Job flexibility. No longer do pharmacists have to uproot their lives for a job or move to a rural area. Thanks to the growth of the telepharmacy industry, many pharmacists have the flexibility to provide quality patient care from any location. Though some telepharmacists work in a centralized setting, many work from the comfort of their own home office. The flexibility is often a perk when recruiting pharmacists to lesser-served areas.

Potential Drawbacks

Staff size. Of course, the ability to outsource pharmacy services means that some organizations might reduce staff.

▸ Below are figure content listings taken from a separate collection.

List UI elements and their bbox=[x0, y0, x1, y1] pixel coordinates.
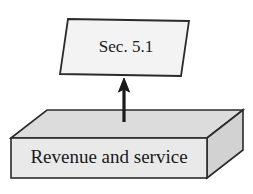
node-sec-5-1[interactable]: Sec. 5.1 bbox=[60, 19, 189, 76]
node-sec-label: Sec. 5.1 bbox=[99, 37, 153, 56]
node-revenue-label: Revenue and service bbox=[30, 146, 187, 167]
cuboid-top-face bbox=[11, 110, 243, 138]
node-revenue-and-service[interactable]: Revenue and service bbox=[11, 110, 243, 178]
flow-diagram: Revenue and service Sec. 5.1 bbox=[0, 0, 253, 194]
diagram-canvas: Revenue and service Sec. 5.1 bbox=[0, 0, 253, 194]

To prevent hospitals from using telepharmacy as a means of cutting employment costs, many states address the issue of staff reduction in their pharmacy laws. Though regulations vary, state pharmacy laws increasingly include policies or—in California’s case—specific language about job protection. Hospitals interested in telepharmacy should see it as a means of enhancing their on-site pharmacists’ time in the hospital, rather than eliminating it.

Level of service. Telepharmacy can free up hospital pharmacists to spend more time with physicians and patients, but it can also have the opposite effect. “By over-utilizing the service, you’re going to miss out on pharmacists being part of the discussion with the physician or nurse or whoever they’re working with,” Braithwaite says. “Having someone primarily remote [means] they would miss out on discussions that take place bedside or within hospital walls.”

Appropriate training. As Braithwaite discovered, training pharmacists in skills specific to their work setting is an essential piece of telepharmacy’s success. Retail pharmacists are knowledgeable about different areas than hospital pharmacists; likewise, a pharmacist in a clinic has different skills than one in a hospital. With thorough training, however, pharmacists with a range of experiences can succeed in a remote capacity.

Looking to the Future

One unforeseen benefit of telepharmacy and remote verification services is the improvement in standardization. Because telepharmacists might be working with dozens of hospitals at a time, hospitals have had to standardize how they practice medicine—something that will continue as the industry evolves.

“Anytime you can standardize the way you go about taking care of patients, you reduce variability. It’s the variation that can lead to worse outcomes,” Braithwaite says. “From a technology standpoint, telepharmacy has allowed us to go back and look at how we can mitigate errors that might have occurred previously.”

Despite remaining challenges and pain points, telepharmacy makes services possible that—even 20 years ago—hospitals would have gone without. Thanks to these remote services, patients in rural and underserved areas can now access specialized, 24-hour care. The proliferation of telepharmacy illustrates one more way that technology empowers human connection.